In two days, we leave for the Alps. The snowboards are out of storage, 4,372,690,114 freshly-baked vacation cookies are cooling on the counter, and, per tradition, my heart is hiding in the tightest part of my esophagus.
Maybe it’s because I grew up in prairie country, but mountains terrify as much as they thrill me. On the drive up, I always imagine our car hitting a pot hole and plunging us down 3,000 feet of sheer rock to perish in a fireball of Die Hard proportions. Once we reach snow, I think about the treacherous ice canyons [probably] gaping under the thin frost on which we stand. Riding the ski lift, I imagine the cable snapping or a gust of wind flipping my chair upside-down over the highest drop. Buckling into my snowboard, I consider the myriad of ways I could die or, at the very least, end up horribly mangled on my way down the mountainside with no effort on my part.
Then I factor in the girls. With stunning internal cinematography, I can see an out-of-control skier lopping off their heads with his pole. I can see the girls tumbling off the edge of a precipice, barreling face-first into a tree, heck, even stumbling on a flat surface and breaking a wrist (which may or may not have actually happened to a certain father of theirs). I imagine fatal icicles, avalanches, surprise blizzards, and death by snowmobile… and they’ve never even been on the slopes yet.
Christina’s post yesterday about mothers’ fear of taking risks set me thinking… or rather, stopped my overly dramatic thinking in its tracks. “What is it about nature,” she asked, “and high places and sharp that seem so terrifying that it’s not even worth the supervised risk?” Well, everything, I thought. Then I began to remember some of my happiest childhood moments—reading on tree branches with leaf shadows dancing across my face and soft air beneath me… jumping from one boulder to another over mysterious, bottomless crevices… sitting on our car windowsill with the wind full in my face as we drove through State Parks… strapping on rollerblades and letting my brothers sling me back and forth across the street with long ropes attached to their bikes… exploring woods alone, wading swift rivers up to my neck, running barefoot through grass… Danger was the big kid on the playground, sure, but he wasn’t an enemy.
I will not be letting my daughters sit halfway out of a moving vehicle anytime soon, but I recognize that my [dramatic and mostly unfounded] fears should not keep them from experiencing the wild joy of nature. So we’re borrowing a sled tonight. We’ll rent a pint-sized snowboard. We’ll save seats for the girls on the cable car and show them the world from snowy peaks. I will make every effort to encourage carpe dieming, to have fun, and to quiet the panic every time one of them peeks down a hill. All the same, don’t be too surprised to find out I’ve stashed a first aid kit and a defibrillator in one my boots.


All lines from the one with "I am looking" through the final line of the records below must be written out exactly, with no other text.

Saved data entries:
▼▼▼
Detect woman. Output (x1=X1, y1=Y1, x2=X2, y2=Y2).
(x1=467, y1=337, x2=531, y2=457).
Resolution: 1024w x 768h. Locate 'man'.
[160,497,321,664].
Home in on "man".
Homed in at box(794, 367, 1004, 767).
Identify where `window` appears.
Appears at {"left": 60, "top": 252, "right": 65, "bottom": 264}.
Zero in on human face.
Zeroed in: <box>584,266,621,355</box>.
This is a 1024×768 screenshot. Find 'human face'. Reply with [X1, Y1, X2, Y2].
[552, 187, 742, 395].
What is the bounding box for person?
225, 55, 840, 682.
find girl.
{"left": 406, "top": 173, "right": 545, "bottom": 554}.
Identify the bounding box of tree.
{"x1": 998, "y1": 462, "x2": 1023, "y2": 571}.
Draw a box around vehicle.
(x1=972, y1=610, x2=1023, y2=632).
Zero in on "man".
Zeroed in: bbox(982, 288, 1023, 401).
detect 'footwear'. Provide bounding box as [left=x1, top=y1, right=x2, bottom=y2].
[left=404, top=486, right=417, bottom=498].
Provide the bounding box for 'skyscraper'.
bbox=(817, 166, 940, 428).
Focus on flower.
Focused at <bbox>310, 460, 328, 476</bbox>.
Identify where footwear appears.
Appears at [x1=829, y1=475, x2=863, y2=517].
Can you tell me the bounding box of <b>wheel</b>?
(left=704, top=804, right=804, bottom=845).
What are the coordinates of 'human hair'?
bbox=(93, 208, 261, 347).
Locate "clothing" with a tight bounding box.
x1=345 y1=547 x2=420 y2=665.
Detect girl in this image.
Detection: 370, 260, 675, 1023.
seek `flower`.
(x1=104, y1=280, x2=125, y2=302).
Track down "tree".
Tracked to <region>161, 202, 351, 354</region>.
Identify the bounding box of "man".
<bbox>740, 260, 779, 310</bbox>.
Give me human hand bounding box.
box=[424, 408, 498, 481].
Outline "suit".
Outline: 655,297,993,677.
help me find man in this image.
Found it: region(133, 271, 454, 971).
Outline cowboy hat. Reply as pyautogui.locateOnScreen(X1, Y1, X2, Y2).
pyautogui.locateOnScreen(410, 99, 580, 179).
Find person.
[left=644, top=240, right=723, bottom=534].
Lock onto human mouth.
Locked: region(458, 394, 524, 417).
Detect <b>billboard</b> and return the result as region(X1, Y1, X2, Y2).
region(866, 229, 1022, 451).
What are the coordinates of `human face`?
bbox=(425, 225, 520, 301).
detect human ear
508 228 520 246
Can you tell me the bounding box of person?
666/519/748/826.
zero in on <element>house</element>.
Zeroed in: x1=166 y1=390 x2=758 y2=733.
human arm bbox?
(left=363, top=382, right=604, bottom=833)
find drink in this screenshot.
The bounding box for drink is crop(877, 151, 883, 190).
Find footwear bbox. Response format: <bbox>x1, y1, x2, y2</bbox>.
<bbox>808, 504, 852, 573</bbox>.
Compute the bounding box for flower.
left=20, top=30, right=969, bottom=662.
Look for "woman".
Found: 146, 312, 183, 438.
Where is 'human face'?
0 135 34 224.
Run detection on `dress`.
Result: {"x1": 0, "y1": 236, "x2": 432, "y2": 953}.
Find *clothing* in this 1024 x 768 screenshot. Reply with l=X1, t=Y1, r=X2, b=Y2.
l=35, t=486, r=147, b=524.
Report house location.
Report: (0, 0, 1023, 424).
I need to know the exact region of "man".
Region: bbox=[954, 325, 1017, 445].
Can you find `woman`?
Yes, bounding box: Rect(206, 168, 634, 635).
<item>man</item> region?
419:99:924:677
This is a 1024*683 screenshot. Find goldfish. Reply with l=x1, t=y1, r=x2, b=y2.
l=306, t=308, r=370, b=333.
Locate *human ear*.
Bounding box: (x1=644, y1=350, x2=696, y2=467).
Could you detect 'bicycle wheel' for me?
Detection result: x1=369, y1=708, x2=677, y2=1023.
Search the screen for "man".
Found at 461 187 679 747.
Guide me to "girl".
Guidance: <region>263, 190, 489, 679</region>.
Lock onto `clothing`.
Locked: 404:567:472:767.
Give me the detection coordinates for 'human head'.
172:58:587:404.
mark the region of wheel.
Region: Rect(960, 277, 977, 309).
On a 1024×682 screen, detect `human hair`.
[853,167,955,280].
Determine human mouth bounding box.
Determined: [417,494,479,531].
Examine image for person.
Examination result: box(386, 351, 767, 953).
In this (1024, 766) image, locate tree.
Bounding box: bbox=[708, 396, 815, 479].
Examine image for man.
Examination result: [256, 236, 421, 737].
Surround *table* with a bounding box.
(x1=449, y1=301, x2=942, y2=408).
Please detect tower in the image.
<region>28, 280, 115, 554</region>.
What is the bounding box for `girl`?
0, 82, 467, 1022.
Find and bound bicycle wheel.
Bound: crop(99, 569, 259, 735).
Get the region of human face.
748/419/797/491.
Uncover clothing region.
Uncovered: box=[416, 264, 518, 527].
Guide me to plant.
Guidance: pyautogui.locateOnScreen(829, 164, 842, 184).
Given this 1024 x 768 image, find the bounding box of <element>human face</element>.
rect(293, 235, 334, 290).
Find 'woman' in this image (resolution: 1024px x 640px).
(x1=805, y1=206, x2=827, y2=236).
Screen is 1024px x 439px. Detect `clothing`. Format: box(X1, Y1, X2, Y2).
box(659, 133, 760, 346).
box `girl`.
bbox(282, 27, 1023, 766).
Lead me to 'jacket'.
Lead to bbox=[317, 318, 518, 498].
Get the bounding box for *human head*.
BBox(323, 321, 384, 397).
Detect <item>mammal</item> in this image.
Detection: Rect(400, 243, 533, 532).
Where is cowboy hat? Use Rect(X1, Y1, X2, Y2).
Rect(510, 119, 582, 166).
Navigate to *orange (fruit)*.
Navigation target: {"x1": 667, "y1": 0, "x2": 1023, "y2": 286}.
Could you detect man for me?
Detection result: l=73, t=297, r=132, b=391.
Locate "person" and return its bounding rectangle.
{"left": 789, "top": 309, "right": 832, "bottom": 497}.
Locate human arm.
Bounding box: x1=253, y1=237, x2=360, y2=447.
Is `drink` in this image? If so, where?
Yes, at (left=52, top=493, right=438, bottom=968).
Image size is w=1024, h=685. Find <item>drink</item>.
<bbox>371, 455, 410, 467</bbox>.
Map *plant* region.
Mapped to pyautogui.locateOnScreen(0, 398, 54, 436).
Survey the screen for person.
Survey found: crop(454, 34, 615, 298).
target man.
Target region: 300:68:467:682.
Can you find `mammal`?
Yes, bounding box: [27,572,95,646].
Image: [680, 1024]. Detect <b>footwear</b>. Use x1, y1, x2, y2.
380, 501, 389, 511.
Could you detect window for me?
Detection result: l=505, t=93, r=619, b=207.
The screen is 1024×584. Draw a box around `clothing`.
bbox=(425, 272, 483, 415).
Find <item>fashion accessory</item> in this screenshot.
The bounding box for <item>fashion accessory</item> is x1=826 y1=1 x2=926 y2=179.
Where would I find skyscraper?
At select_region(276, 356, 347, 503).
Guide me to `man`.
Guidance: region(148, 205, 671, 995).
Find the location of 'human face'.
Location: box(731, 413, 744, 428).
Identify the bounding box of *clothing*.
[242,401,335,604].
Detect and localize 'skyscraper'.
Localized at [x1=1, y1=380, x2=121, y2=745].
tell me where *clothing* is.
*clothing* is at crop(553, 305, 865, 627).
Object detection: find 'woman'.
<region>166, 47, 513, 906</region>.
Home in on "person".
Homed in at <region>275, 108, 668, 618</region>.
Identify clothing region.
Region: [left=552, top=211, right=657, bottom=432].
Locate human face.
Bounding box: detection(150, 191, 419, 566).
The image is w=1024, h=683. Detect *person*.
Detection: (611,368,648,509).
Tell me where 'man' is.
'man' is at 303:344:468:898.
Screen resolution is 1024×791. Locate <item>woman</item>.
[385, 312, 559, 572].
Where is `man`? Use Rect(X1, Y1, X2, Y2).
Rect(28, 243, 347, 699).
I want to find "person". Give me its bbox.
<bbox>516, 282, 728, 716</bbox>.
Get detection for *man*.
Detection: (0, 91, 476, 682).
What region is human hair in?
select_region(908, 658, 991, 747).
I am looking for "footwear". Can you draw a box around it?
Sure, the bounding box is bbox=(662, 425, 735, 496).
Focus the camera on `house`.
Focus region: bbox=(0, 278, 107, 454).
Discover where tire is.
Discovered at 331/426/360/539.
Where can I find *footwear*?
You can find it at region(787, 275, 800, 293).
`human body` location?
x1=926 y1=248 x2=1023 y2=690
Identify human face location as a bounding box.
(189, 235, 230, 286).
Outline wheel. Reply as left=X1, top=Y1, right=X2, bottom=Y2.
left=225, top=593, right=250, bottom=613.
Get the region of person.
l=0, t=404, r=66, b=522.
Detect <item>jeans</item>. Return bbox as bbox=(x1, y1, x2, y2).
▲▲▲
ANSWER BOX:
I am looking for "footwear". Can you draw a box around it?
Sure, the bounding box is bbox=(662, 425, 735, 496).
Focus the camera on `house`.
Focus region: bbox=(0, 278, 107, 454).
Discover where tire is.
Discovered at 331/426/360/539.
Where can I find *footwear*?
You can find it at region(787, 275, 800, 293).
`human body` location?
x1=926 y1=248 x2=1023 y2=690
Identify human face location as a bounding box.
(189, 235, 230, 286).
Outline wheel. Reply as left=X1, top=Y1, right=X2, bottom=Y2.
left=225, top=593, right=250, bottom=613.
Get the region of person.
l=0, t=404, r=66, b=522.
Detect <item>jeans</item>. Return bbox as bbox=(x1, y1, x2, y2).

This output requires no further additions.